THOSE FINANCIALS AGAIN 295
Take an obvious example. A high proportion of overdue accounts receivable might be
normal for a company selling household appliances on credit, but it would be very odd
for a clothing retailer with a cash-based business.
There is a message here. I can show you some of the figures that bankers and other
investors will look at, but you have to use your own knowledge of your industry to know
whether yours look good, bad or indifferent.
Of course, you have to compare like with like. If you assemble computers from compo-
nents sourced overseas, your balance sheet will look very different from another computer
company that itself manufactures the main boards. They will use more machinery and
equipment than you. They probably have more fixed assets – and this means that the ratio
of their sales to assets will be smaller than yours if you have the same market share.
What will readers look at? Some key indicators are shown on the following pages. You will
find that the names, constituent parts and arithmetic vary from country to country – and
indeed from analyst to analyst. For example, the receivables turnover ratio – sales divided
by accounts receivable – in the US is turned upside down in the UK and called the trade
debtors to sales multiple – trade debtors (that is, accounts receivable) divided by sales.
Different name. Different way of expressing the relationship. Same message.
Incidentally, try to use the terms familiar to your readers.
However, from the information given, you should be able to cope with the indicators
whatever guise they are wearing when you meet them. I have written the commentary as if
you were the one interpreting the indicators, because this is how I want you to look at your
business plan right now. You do not need to worry too much about the arithmetic – just
look at what is being compared with what. When you have glanced through these exam-
ples, I will show you a delightful relationship that will help clarify the meaning of it all.
If you look poor against an industry average, but good against a specific
competitor, make sure that you are compared with the company not the
average. You could make specific reference to this by identifying the best
comparison, or by including some helpful figures that do the work. Take care to
explain it well, or a naïve reader stumbling upon the poor comparison might think
that you had deliberately tried to mislead.
t
Do you need a summarised plan? Sometimes commentators suggest
sending the executive summary only to your targets, and following up with
the full plan in due course. I am not enthusiastic about this. If you decide
that you do need a summary, extract the appropriate information from your full
plan to create a short version (with its own executive summary). Make it lighter –
closer to magazine format – and indicate that a detailed plan is available.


Task directions: For the listing below, the answer is an exact retyping of the lines from the one with "Find the location" through the one with "This screenshot has width=1271, height=828.", both included, without pictures.

Source material:
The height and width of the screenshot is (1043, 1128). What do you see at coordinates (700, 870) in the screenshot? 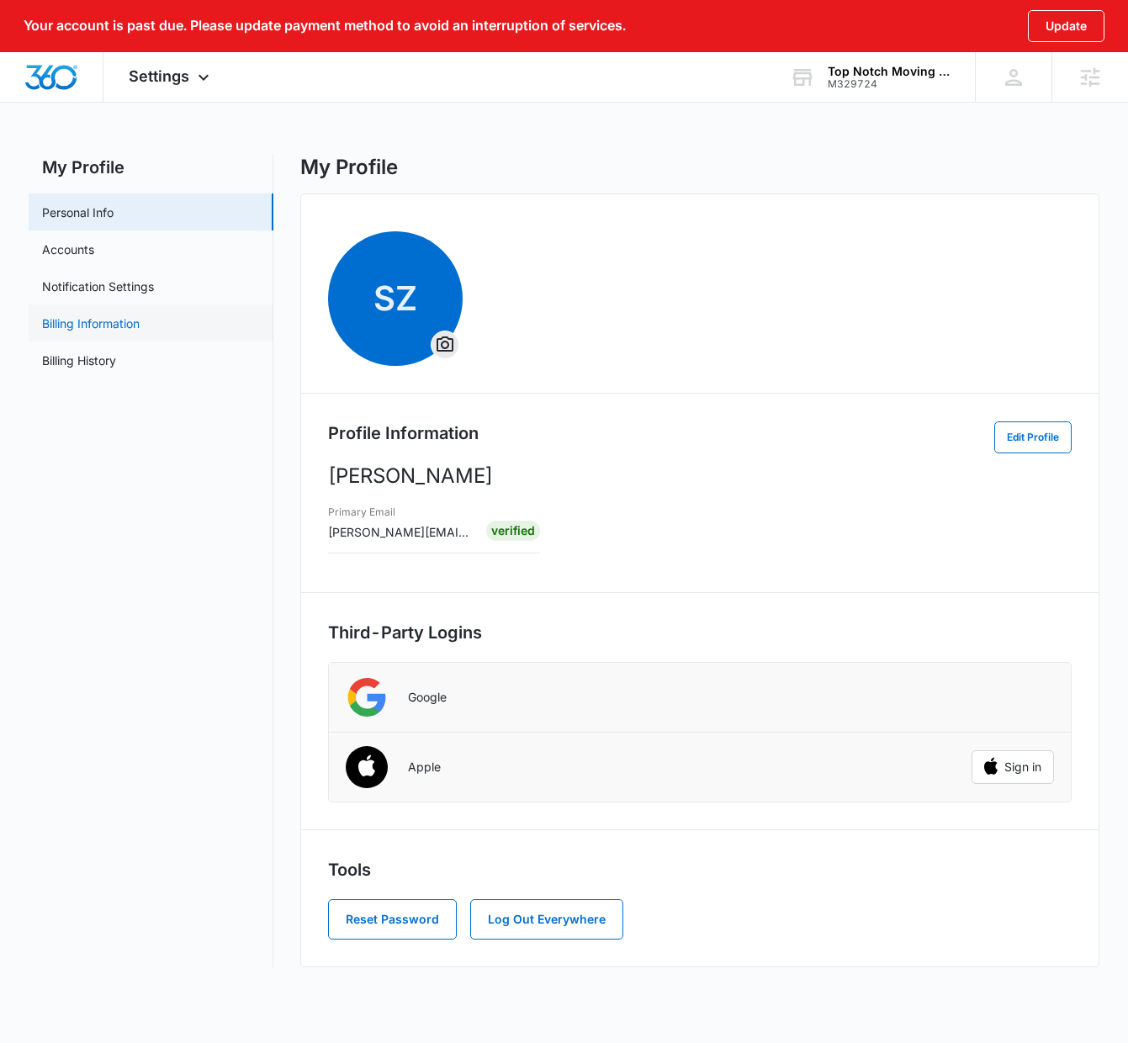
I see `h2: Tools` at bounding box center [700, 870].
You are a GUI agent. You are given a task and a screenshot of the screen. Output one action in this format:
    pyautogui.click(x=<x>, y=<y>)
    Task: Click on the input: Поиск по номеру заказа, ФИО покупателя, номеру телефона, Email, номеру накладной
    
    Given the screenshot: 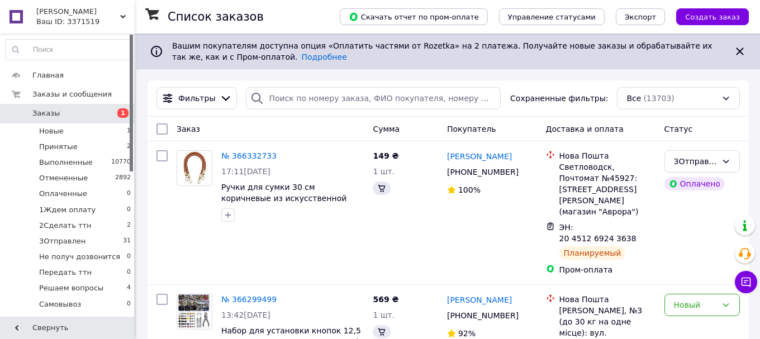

==

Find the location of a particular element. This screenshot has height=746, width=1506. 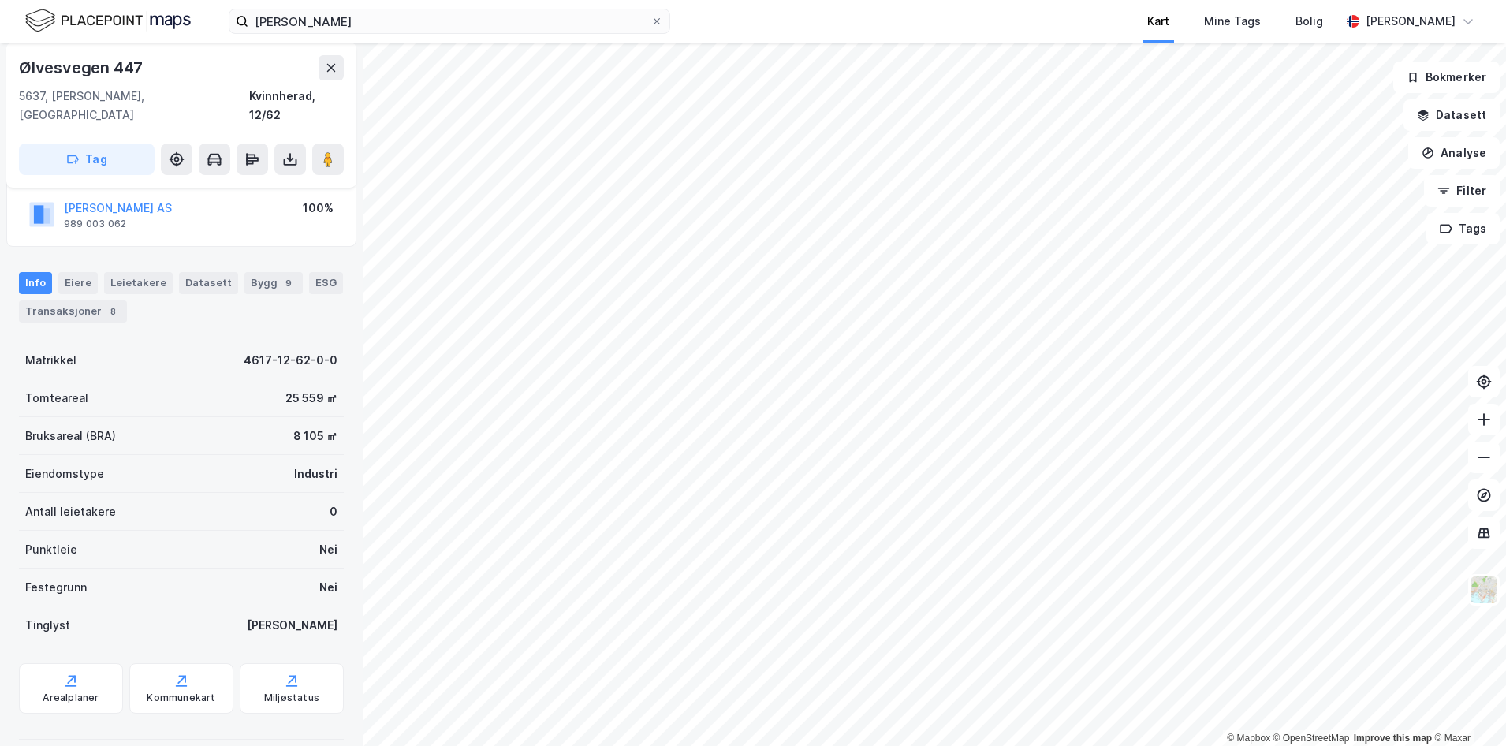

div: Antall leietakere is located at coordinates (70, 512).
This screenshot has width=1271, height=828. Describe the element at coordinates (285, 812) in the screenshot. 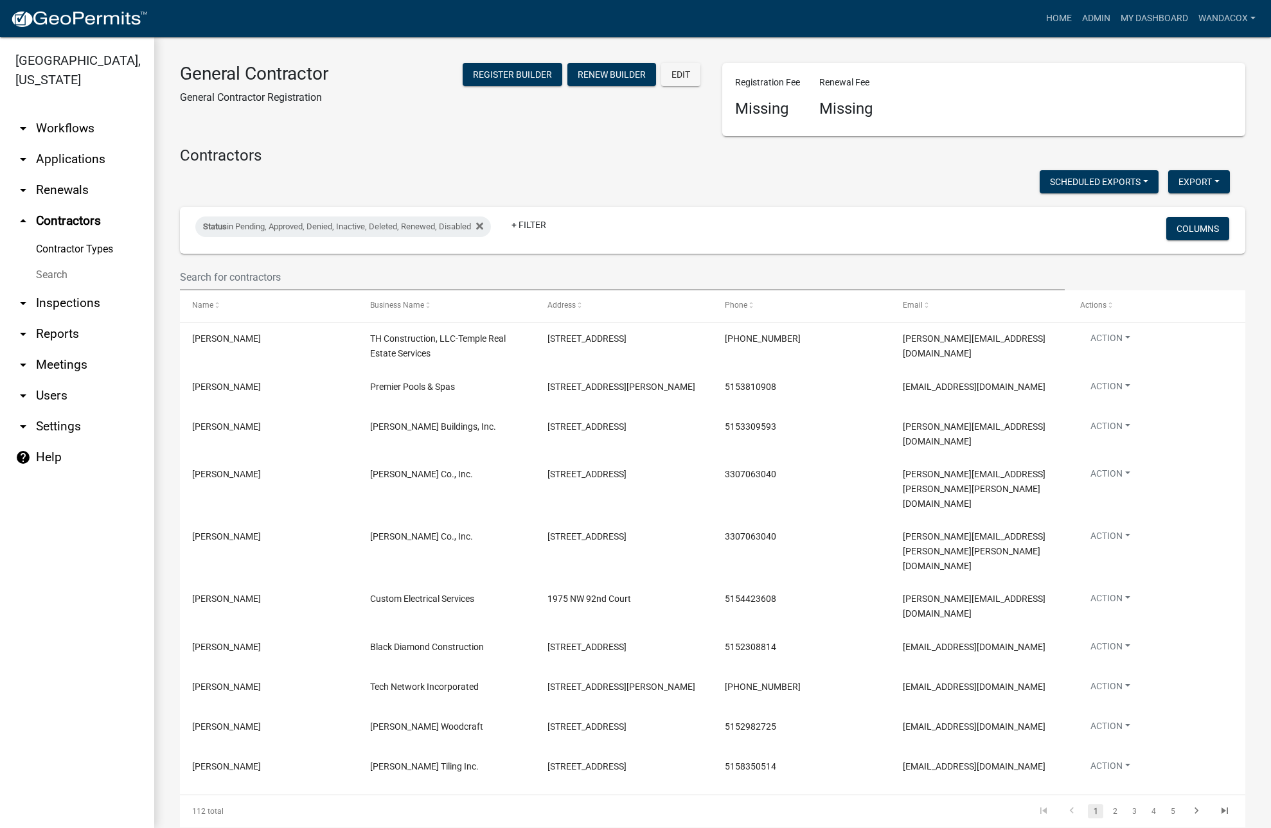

--

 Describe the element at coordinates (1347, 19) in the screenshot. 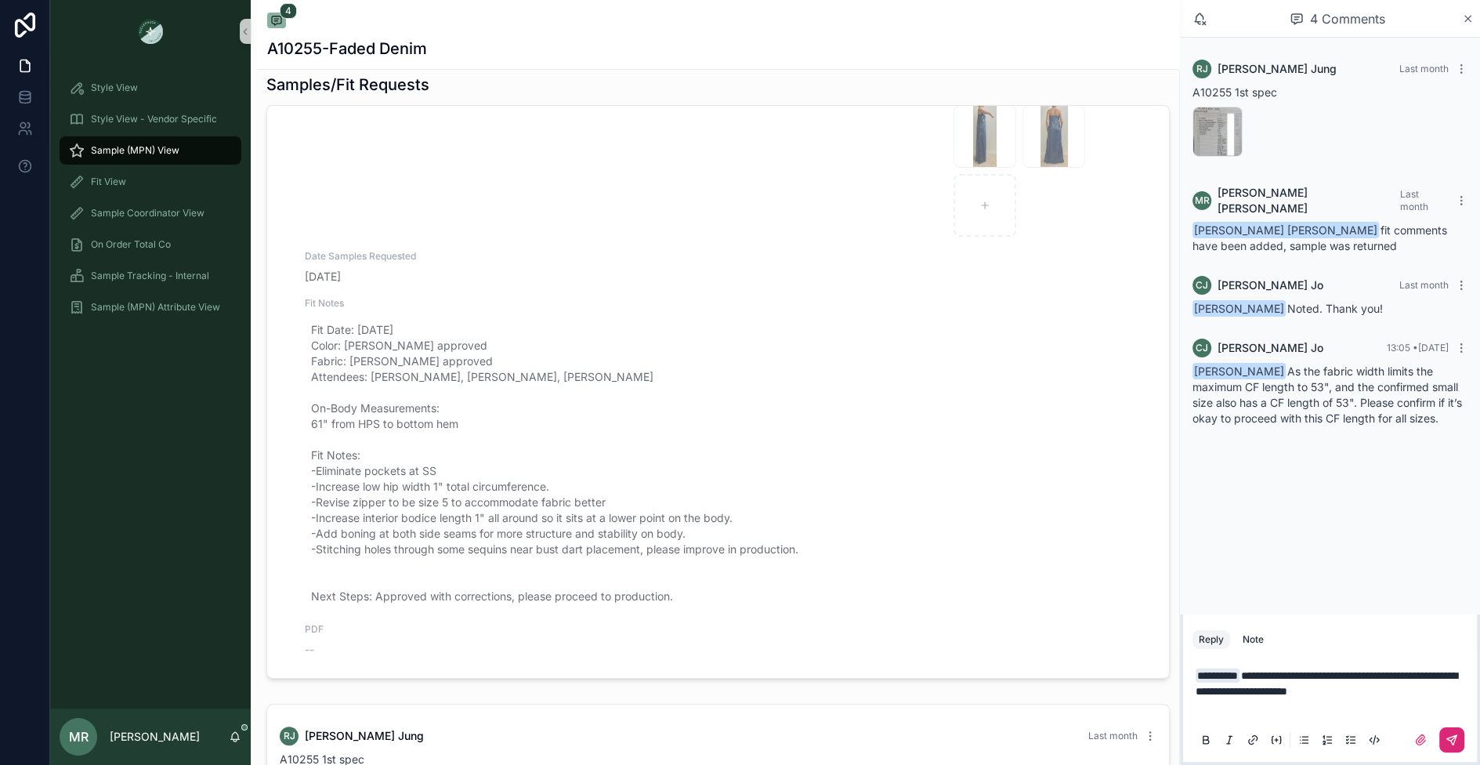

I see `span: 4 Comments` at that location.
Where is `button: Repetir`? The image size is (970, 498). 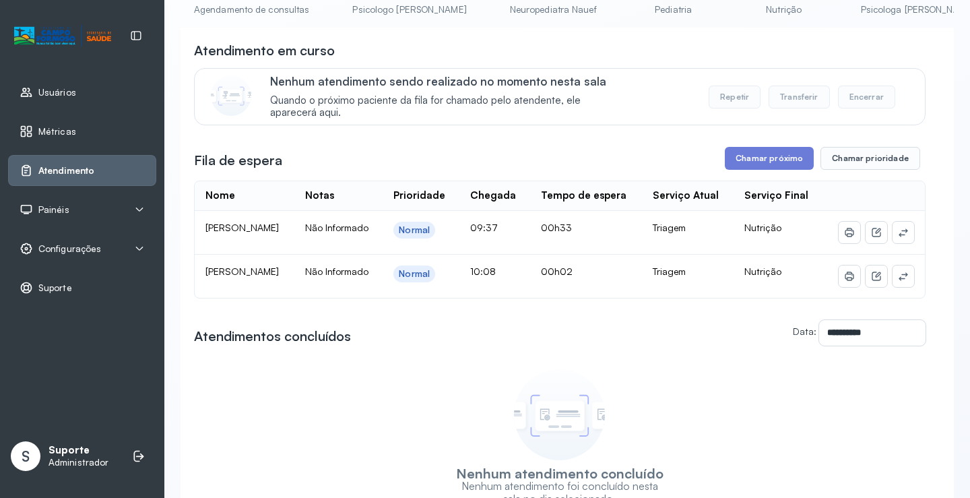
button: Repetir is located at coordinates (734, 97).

Written response:
Find the location of a particular element. This screenshot has height=746, width=1506. 

div: Antall leietakere is located at coordinates (70, 512).
This screenshot has width=1271, height=828. Describe the element at coordinates (285, 812) in the screenshot. 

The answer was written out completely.